My favourite Product Owners are senior BAs with enough referent power on the client side to help shepherd them to good decisions regarding the vision, enough expertise to manage the scope of the Product Backlog themselves to deliver a high-value product, and with experience with Scrum so that they respect the process.
Ultimately, there is no best person for the role other than someone who is empowered to make decisions, balance the short and longer term vision of delivery, and has experience with Scrum sufficient not to throw it away when things get tough.

Hierarchy and Product Owners

But sometimes one Product Owner is not enough. And when there is a whole program of work and many teams, what happens to the Product Owner? Can he make the same decisions independent of other Product Owners?

Program Management and Product Owners

In SAFe, the high-level vision comes from the Program Manager who collaborates with a number of Team-level Product Owners.

SAFe's Product Manager to Product Owner model
Product Managers have a number of Product Owners

This model is quite logical in an enterprise with an existing management hierarchy, particularly where the vision of the product is made at a level higher than the Team.

Chief Product Owners and Local Product Owners

In LeSS, that superordinate view of the direction of the product as a whole comes from a (Chief) Product Owner who then engages Area Product Owners.

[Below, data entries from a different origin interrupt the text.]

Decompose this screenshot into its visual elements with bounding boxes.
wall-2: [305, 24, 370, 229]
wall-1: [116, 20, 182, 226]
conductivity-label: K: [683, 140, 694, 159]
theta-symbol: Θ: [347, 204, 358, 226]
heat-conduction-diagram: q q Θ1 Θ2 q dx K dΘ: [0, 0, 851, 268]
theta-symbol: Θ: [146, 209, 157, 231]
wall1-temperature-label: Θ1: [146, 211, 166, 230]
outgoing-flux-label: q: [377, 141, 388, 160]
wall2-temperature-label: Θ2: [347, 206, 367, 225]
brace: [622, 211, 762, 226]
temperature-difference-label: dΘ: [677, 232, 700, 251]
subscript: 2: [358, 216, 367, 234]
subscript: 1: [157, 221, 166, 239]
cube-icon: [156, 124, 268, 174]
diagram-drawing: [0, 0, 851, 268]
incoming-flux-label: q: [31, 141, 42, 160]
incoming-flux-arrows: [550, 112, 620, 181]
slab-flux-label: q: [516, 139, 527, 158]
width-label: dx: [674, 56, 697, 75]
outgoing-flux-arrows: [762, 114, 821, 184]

The LeSS model focuses on a Product Owner Team
The LeSS model focuses on a Product Owner Team

In more decentralised Team environments, an Area Product Owner (APO) specialises in a customer-centric area and acts as Product Owner in relation to one or more teams for that area. An Area Product Owner does the same work as a Product Owner but with a more limited, yet still customer-centric, perspective.
 
Understanding the governance between the strategic, tactical and delivery aspects of a program of work is key to understanding who is the best person to be the Product Owner. Ultimately, it can be anyone, so long as “the entire organisation must respect his or her decisions. The Product Owner’s decisions are visible in the content and ordering of the Product Backlog [1]”.

Conclusions

The Development’s Team’s focus is often to build the product right, making sure it works and the code is of good quality. The Product Manager’s focus is on achieving the vision, but not necessarily on the detail to make it work. The clients’ focus is all about features features features!
Ultimately, the role of the Scrum’s Product Owner is the focus point of all these conversations. It has to be one person, not many, otherwise decisions may take too long, the focus might lean too much toward the higher (product management) or lower perspective (team’s delivery), or the governance watered down so that no one is the “go to gaol” person when things go poorly.
Who ever you decide on making your Product Owner, ensure they are:

  • Empowered to make decisions.
  • Can be pragmatic in creating a balanced outcome between the vision and delivery.
  • Know and respect Scrum, so they make it all work through collaboration with the Development Team, the Scrum Master and the customer (who ever that might be).
Team, Product Owner, Client collaboration
Team, Product Owner, Client collaboration

 
M
[1] Schwaber, K. & Sutherland, J. 2013. The Scrum Guide™ The Definitive Guide to Scrum: The Rules of the Game. p5.